The Lower Sioux Educational Fund, for instance, gave $98,850 through Oct. 18 to the DFL Party, DFL candidates and other DFL-leaning groups.
Political action committees from other tribes including the Fond du Lac and Mille Lacs bands of Ojibwe, the Prairie Island and Shakopee Mdewakanton Sioux bands and the Bois Forte Ojibwe also contributed and also favored DFlers.
Gordy Adams Jr., vice chairman at Bois Forte in far north-central Minnesota, said he was offended and frustrated by Republican campaigning on tribal casinos.
"It is basically getting to be widespread thought throughout Indian country that the Republican agenda is out to quash Indian people," he said.
Ads like the ones run before the election just reinforce that sentiment, he said.
"The election results should send the message to Republicans that people don't want an expansion of gambling," Adams said.
Some tribes, he said, were ready to talk with the governor about mutually beneficial ideas, but when Pawlenty suggested a figure of $350 million -- which the tribes say is far more than the quarter of their revenue as Pawlenty has estimated -- all bets were off.
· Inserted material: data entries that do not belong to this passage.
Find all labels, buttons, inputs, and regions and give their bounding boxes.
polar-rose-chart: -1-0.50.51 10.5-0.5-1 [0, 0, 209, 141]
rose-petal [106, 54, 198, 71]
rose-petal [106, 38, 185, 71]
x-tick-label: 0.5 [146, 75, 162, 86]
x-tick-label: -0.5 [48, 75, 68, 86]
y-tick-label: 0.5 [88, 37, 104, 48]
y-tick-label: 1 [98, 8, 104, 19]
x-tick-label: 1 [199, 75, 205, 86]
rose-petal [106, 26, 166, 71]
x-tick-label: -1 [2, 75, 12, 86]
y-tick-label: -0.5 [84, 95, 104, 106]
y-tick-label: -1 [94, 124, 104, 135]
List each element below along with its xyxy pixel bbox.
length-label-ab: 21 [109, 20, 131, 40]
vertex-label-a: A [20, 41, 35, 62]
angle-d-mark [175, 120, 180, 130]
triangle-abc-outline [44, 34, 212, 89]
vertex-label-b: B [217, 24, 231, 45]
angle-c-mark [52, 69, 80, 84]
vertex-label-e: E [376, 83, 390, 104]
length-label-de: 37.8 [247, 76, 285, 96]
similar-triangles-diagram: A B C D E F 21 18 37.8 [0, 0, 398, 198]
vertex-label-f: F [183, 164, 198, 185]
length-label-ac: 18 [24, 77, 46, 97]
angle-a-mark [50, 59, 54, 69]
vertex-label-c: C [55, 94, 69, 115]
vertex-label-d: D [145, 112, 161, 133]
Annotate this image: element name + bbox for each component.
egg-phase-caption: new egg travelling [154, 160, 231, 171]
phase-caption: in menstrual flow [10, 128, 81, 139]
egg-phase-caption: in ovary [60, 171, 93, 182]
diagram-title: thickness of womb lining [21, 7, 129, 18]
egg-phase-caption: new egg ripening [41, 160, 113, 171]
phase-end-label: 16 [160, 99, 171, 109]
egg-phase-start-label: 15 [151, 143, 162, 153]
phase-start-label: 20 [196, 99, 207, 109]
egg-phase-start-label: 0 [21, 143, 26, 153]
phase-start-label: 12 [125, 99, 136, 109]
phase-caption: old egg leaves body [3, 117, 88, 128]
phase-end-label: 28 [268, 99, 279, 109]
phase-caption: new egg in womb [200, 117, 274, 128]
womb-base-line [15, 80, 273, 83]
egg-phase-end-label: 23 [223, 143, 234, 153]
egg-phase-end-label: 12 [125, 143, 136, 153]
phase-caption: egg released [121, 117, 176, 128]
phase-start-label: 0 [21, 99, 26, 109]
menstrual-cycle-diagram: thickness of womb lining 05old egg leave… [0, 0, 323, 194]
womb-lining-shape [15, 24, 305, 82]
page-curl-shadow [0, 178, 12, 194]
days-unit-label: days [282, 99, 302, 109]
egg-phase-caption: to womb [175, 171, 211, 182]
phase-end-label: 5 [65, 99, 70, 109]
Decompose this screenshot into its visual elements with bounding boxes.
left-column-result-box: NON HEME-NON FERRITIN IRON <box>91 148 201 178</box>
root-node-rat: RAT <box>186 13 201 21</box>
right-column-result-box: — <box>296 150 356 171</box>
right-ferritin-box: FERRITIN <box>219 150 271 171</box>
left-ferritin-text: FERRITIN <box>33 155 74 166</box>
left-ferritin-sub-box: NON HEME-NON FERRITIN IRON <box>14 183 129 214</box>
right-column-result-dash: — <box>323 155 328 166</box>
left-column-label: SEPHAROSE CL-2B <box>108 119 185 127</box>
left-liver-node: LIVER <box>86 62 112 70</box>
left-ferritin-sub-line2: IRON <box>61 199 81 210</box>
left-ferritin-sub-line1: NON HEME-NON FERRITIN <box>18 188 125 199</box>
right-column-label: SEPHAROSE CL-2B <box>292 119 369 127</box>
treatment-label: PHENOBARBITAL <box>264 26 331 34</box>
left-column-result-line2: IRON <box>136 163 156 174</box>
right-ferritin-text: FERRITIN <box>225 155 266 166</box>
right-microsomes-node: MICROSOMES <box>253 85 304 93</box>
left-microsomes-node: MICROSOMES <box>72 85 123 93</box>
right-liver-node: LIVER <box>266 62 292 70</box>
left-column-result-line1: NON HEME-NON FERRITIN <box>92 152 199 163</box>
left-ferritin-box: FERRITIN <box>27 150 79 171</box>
The tribes now pay only $13,636 per year each, basically to cover state regulation.
In the past few years, tribal leaders have watched and worried as the Legislature's resistance softened to altering the gambling landscape in the state.
Two years ago, the GOP-led House passed a bill that would have allowed slot machines at the Canterbury Park racetrack in Shakopee. It still has the strong backing of many Republicans, but hasn't been able to get past the DFL-controlled Senate.
Last year a proposal for a new casino to be built by two northwestern Minnesota tribal governments -- White Earth and Red Lake -- passed a key House committee. Since then, the Leech Lake band has said it would be interested in joining the coalition.
A proposal to allow a Las Vegas-owned casino to be built near the Mall of America Minnesota has so far has received less support, but some such proposal is likely to be on the table again this year.
While few think an erosion of the Republican House majority will take the gambling issue off the table in 2005, having more Democrats in the House may push gambling lower on the agenda.
Democrats generally have opposed expanding gambling beyond where it's already permitted, in part because it could take business away from the 11 tribes that have relatively successful casinos now in the state.
Pawlenty repeatedly has said expanding gambling beyond existing casinos isn't his first choice. He'd prefer to negotiate with the tribes to figure out a way they could make more money, and give a larger portion to the state.
"We want the tribes to be our partners," he said. But if that doesn't happen, "we have to explore other options."
DFL leaders say they're all for negotiating something that's good for the state as long as it's good for the tribes.
Senate Majority Leader Dean Johnson, DFL-Willmar, thinks it's inevitable that gambling in Minnesota will change "some how, some way." But, he said, that should happen diplomatically rather than in a "heavy-handed, punitive way."
Rep. Matt Entenza, whose DFL members now number only two fewer than the Republican majority, was more blunt: "The public has no appetite for Las Vegas-style casinos."